Üllar Seerme

How to revert a SystemD unit back to its original state

February 28, 2023

I was faffing about with the systemd-resolved service today and wanted to increase the verbosity of its logging, which I did through systemctl edit systemd-resolved. That opened up an editor where I just added the following:

[Service]
Environment=SYSTEMD_LOG_LEVEL=debug

And restarted the service. Now though I didn’t want to go spelunking for the override file myself (I know it lives under /etc/systemd/system, but still) and go through the rigamarole of reverting it myself. Turns out one can just use the systemctl revert command:

$ systemctl revert systemd-resolved.service
Removed "/etc/systemd/system/systemd-resolved.service.d/override.conf".
Removed "/etc/systemd/system/systemd-resolved.service.d".

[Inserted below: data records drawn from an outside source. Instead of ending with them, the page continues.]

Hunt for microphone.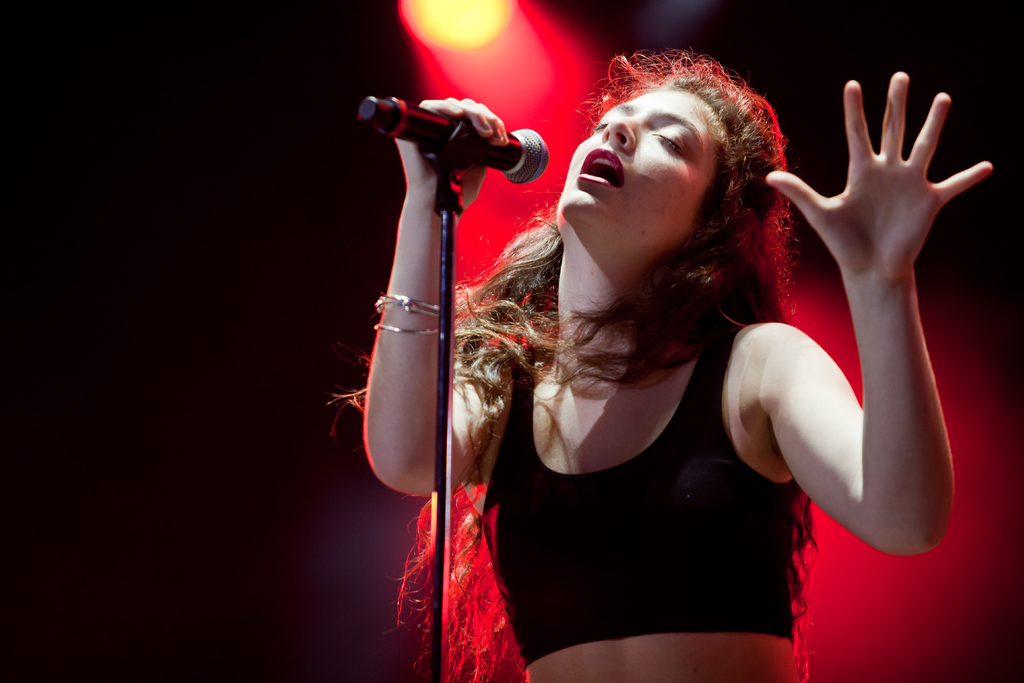
Hunted down at {"x1": 353, "y1": 81, "x2": 556, "y2": 190}.
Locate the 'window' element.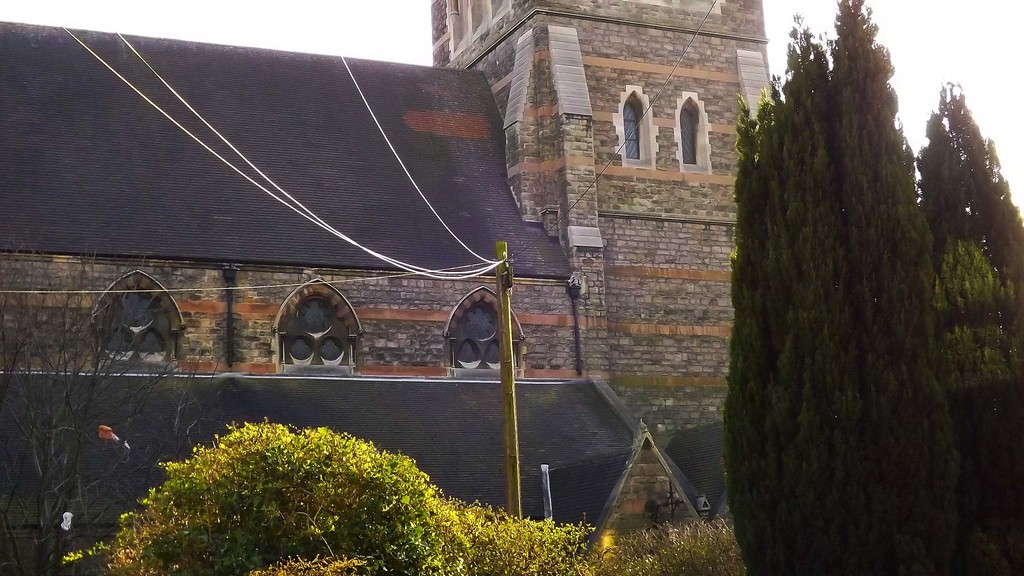
Element bbox: {"x1": 273, "y1": 283, "x2": 360, "y2": 369}.
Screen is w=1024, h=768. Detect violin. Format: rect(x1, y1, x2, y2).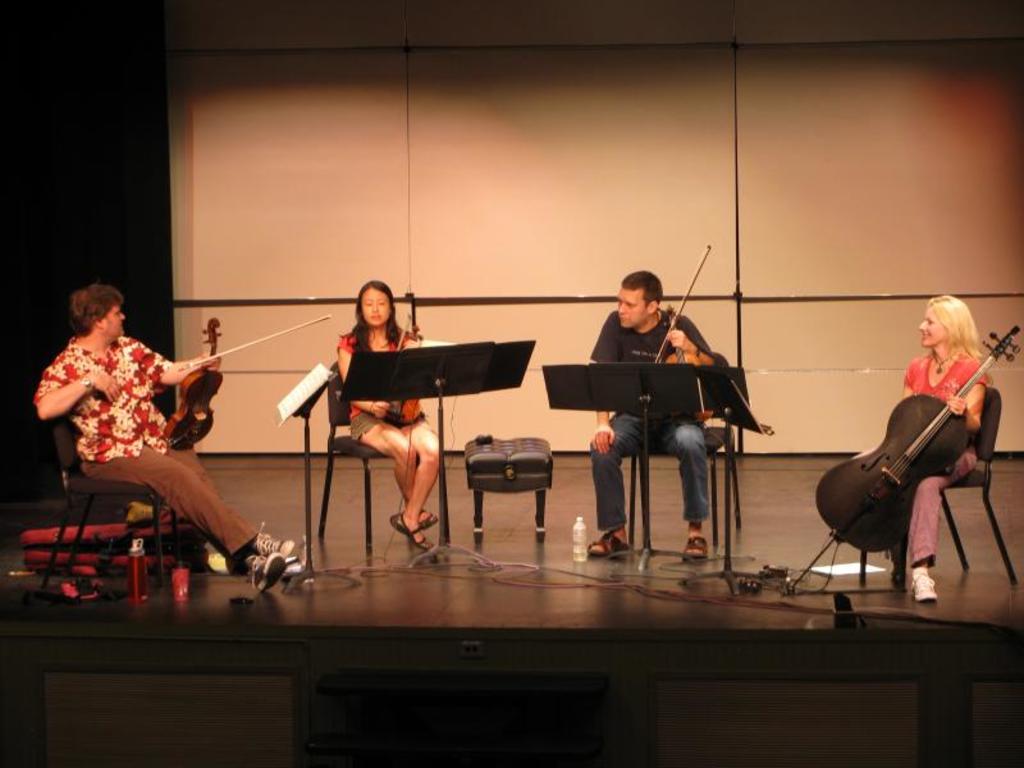
rect(822, 319, 995, 596).
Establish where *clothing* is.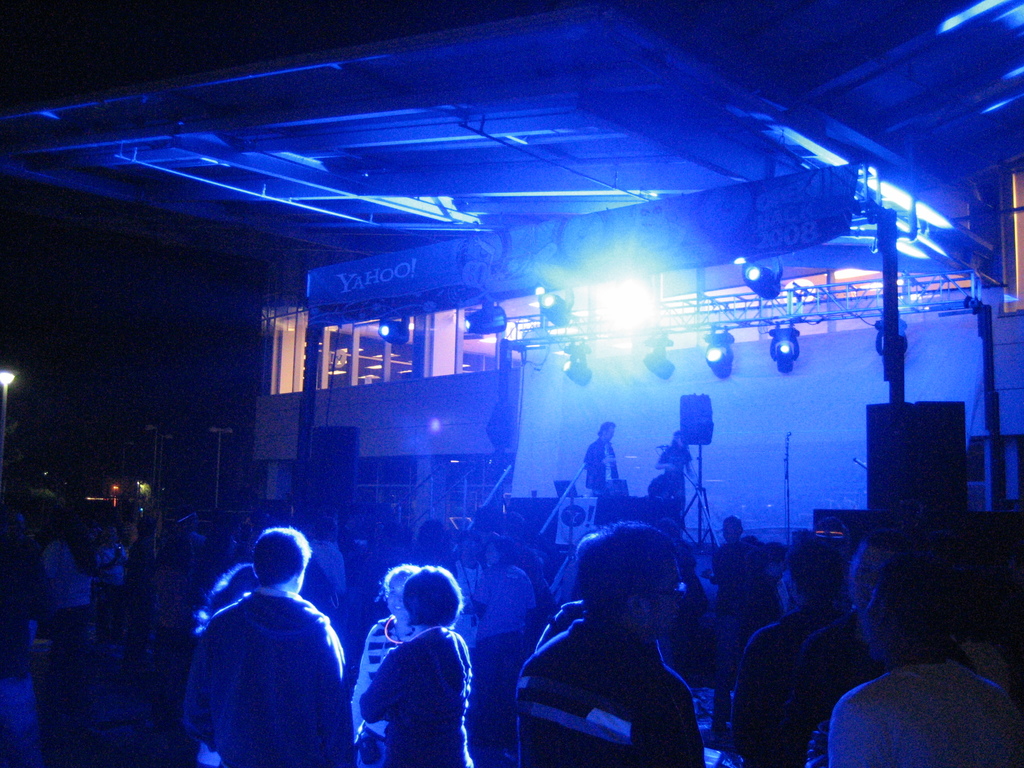
Established at <bbox>352, 556, 496, 767</bbox>.
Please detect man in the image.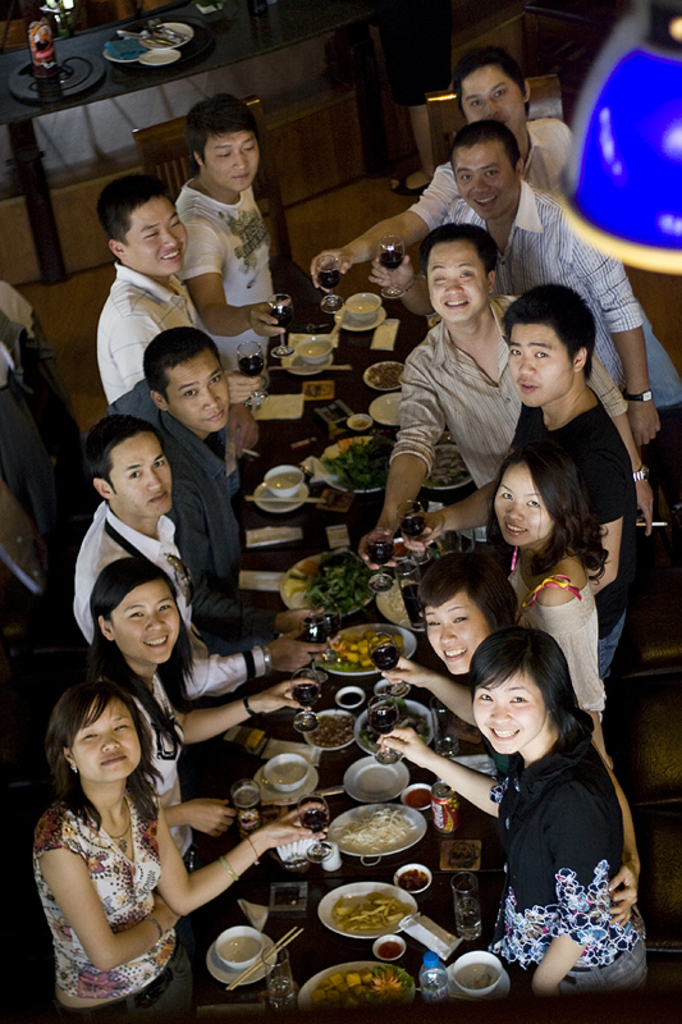
443, 118, 681, 518.
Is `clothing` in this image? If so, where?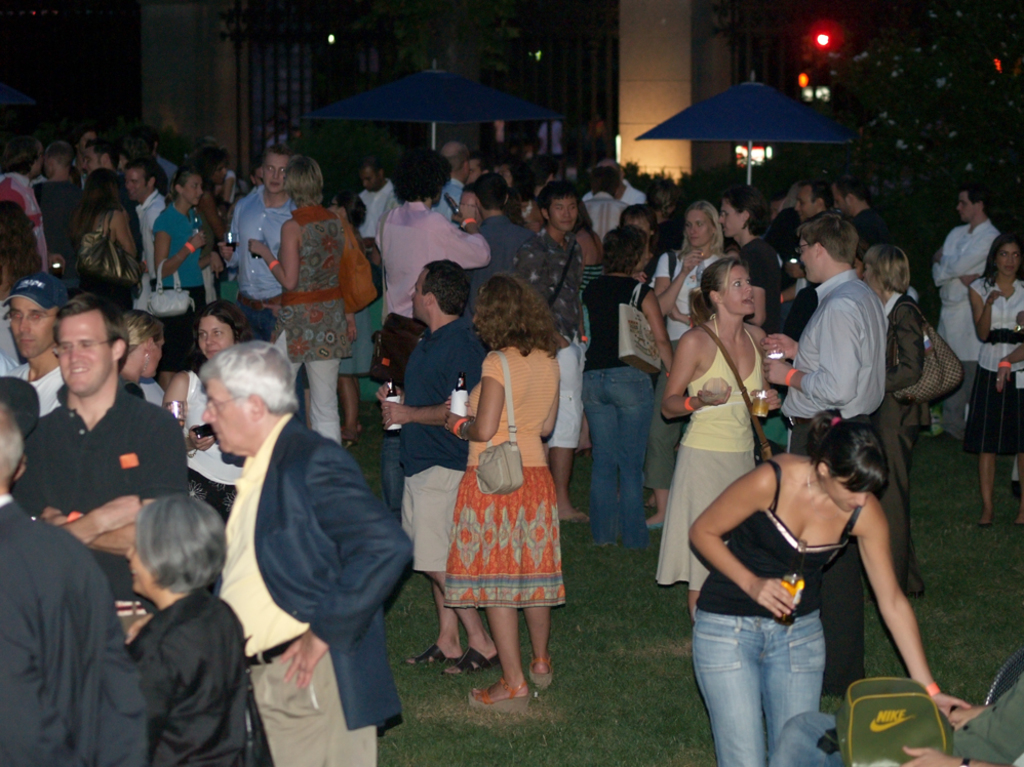
Yes, at crop(773, 665, 1023, 766).
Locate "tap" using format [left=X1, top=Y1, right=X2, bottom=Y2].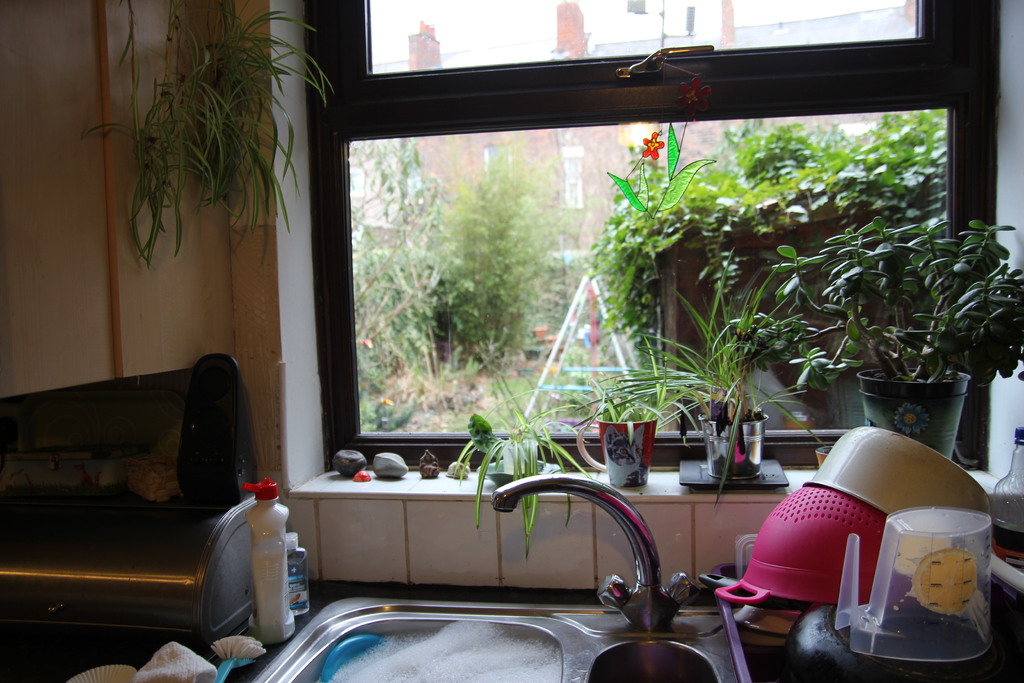
[left=495, top=473, right=692, bottom=631].
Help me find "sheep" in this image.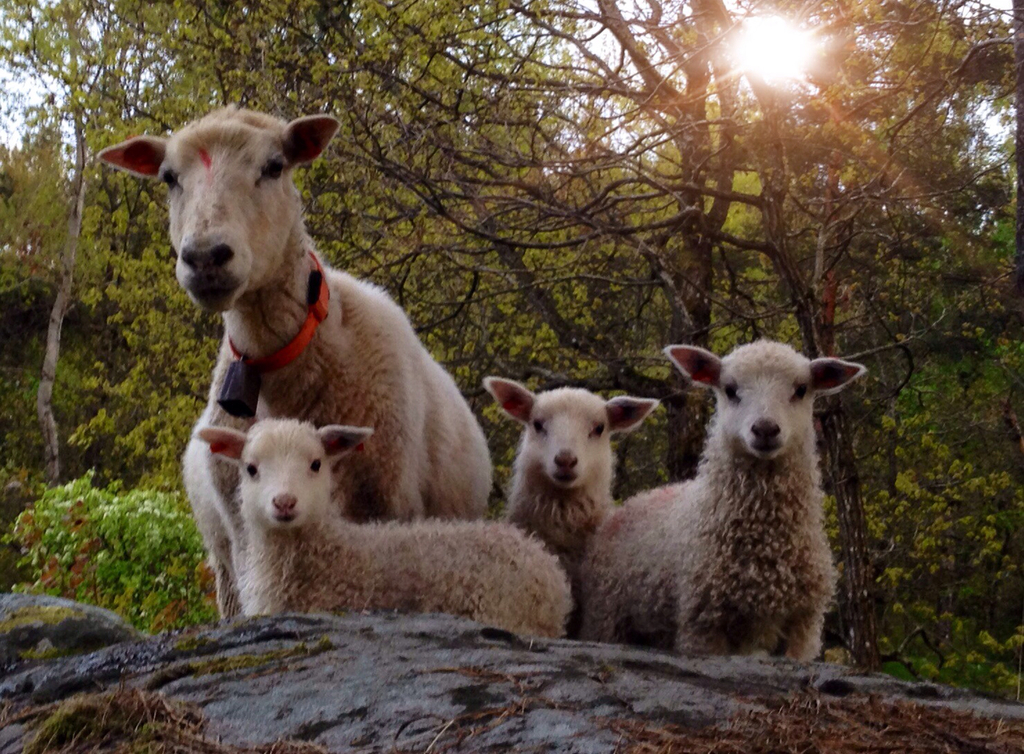
Found it: box=[571, 333, 850, 686].
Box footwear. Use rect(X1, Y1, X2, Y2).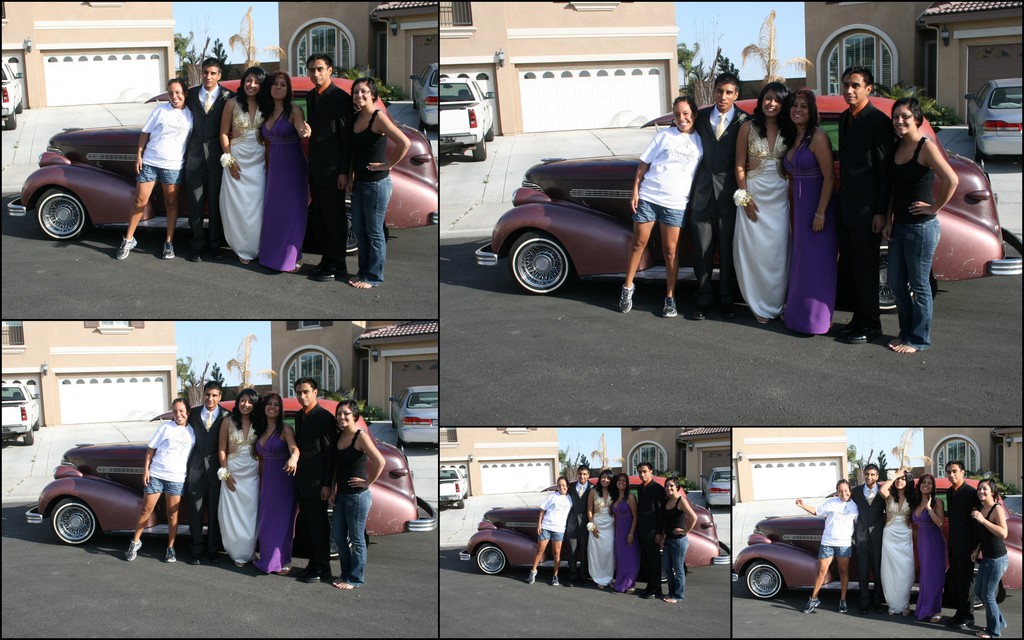
rect(311, 269, 342, 282).
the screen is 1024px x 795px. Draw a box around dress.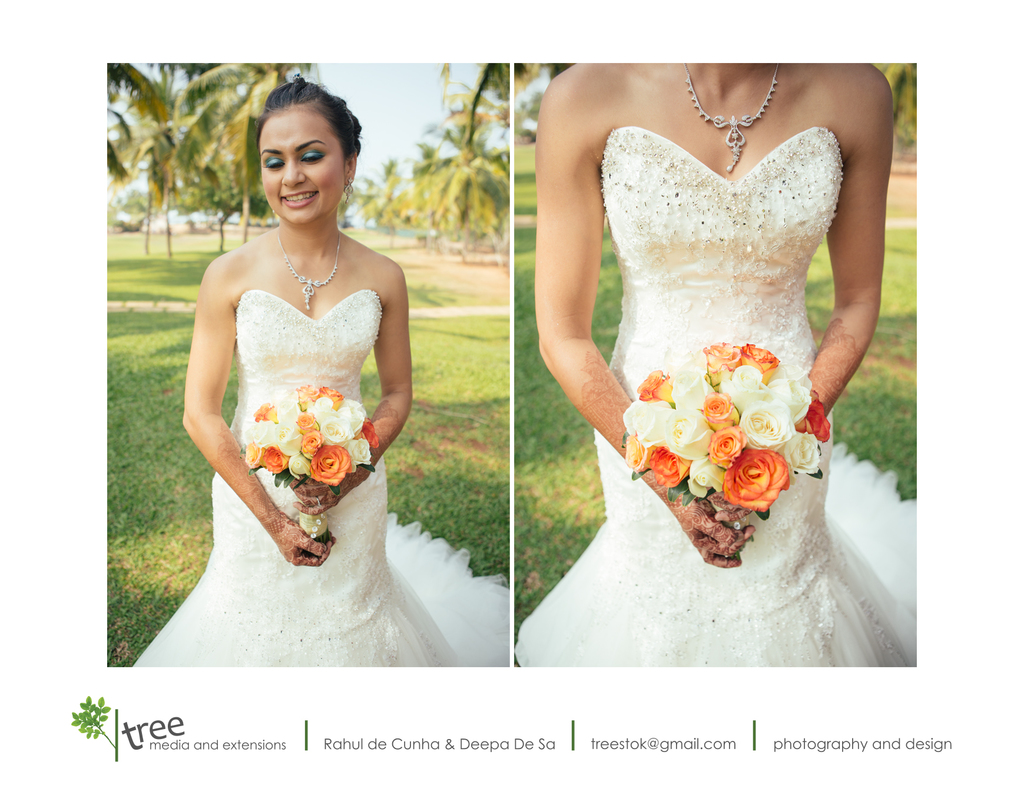
select_region(515, 127, 915, 668).
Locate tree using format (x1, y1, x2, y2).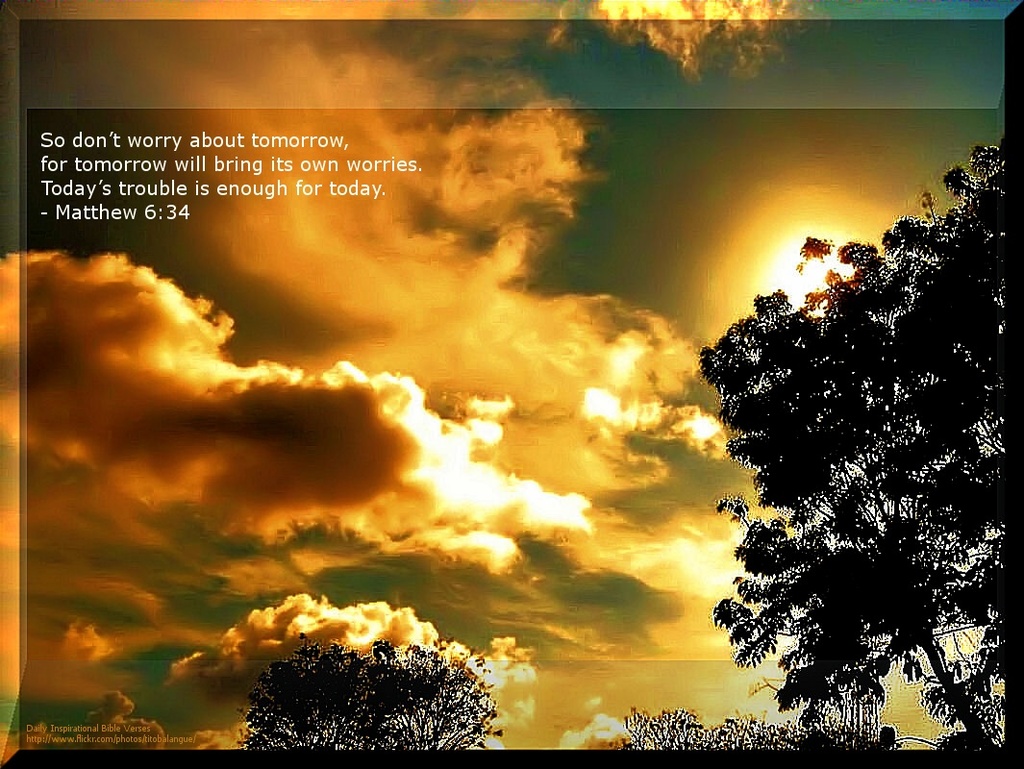
(255, 623, 506, 751).
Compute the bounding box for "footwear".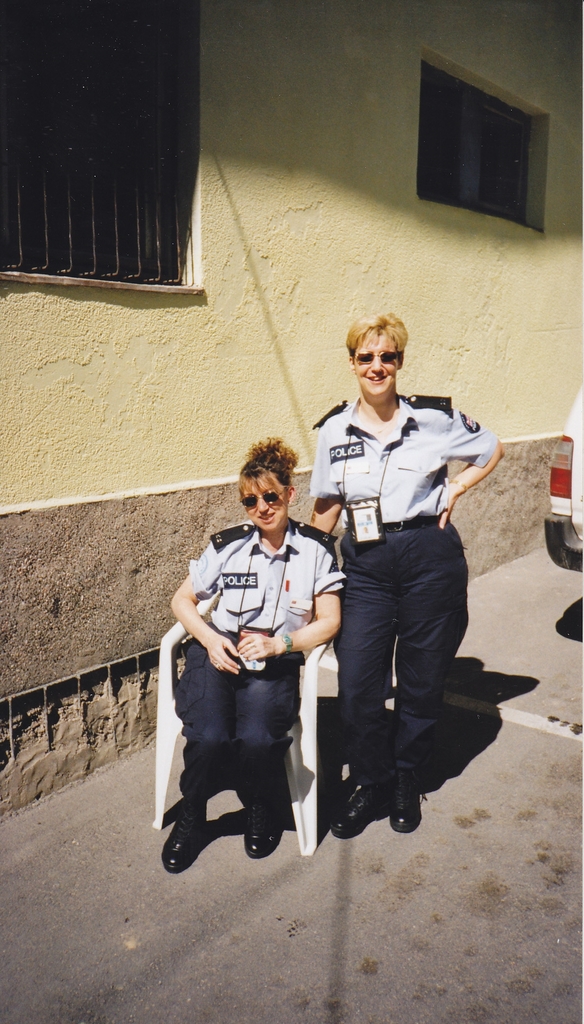
246, 803, 283, 854.
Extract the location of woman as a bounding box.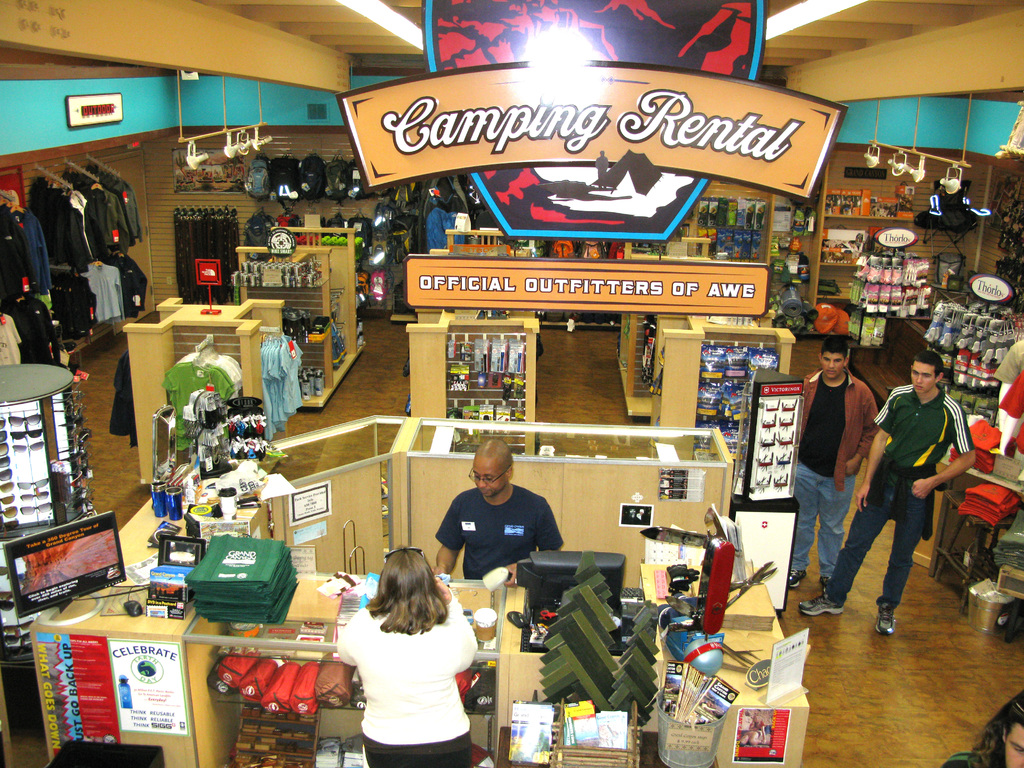
333/544/482/767.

Afterwards just systemctl restart systemd-resolved and that’s it!

This command is useful if you know you’ve ever modified a unit file at some other point in time and just want to go back to how it was originally. From its man page (emphasis mine):

Revert one or more unit files to their vendor versions. This command removes drop-in configuration files that modify the specified units, as well as any user-configured unit file that overrides a matching vendor supplied unit file. Specifically, for a unit “foo.service” the matching directories “foo.service.d/” with all their contained files are removed, both below the persistent and runtime configuration directories (i.e. below /etc/systemd/system and /run/systemd/system); if the unit file has a vendor-supplied version (i.e. a unit file located below /usr/) any matching persistent or runtime unit file that overrides it is removed, too. Note that if a unit file has no vendor-supplied version (i.e. is only defined below /etc/systemd/system or /run/systemd/system, but not in a unit file stored below /usr/), then it is not removed. Also, if a unit is masked, it is unmasked.

Effectively, this command may be used to undo all changes made with systemctl edit, systemctl set-property and systemctl mask and puts the original unit file with its settings back in effect.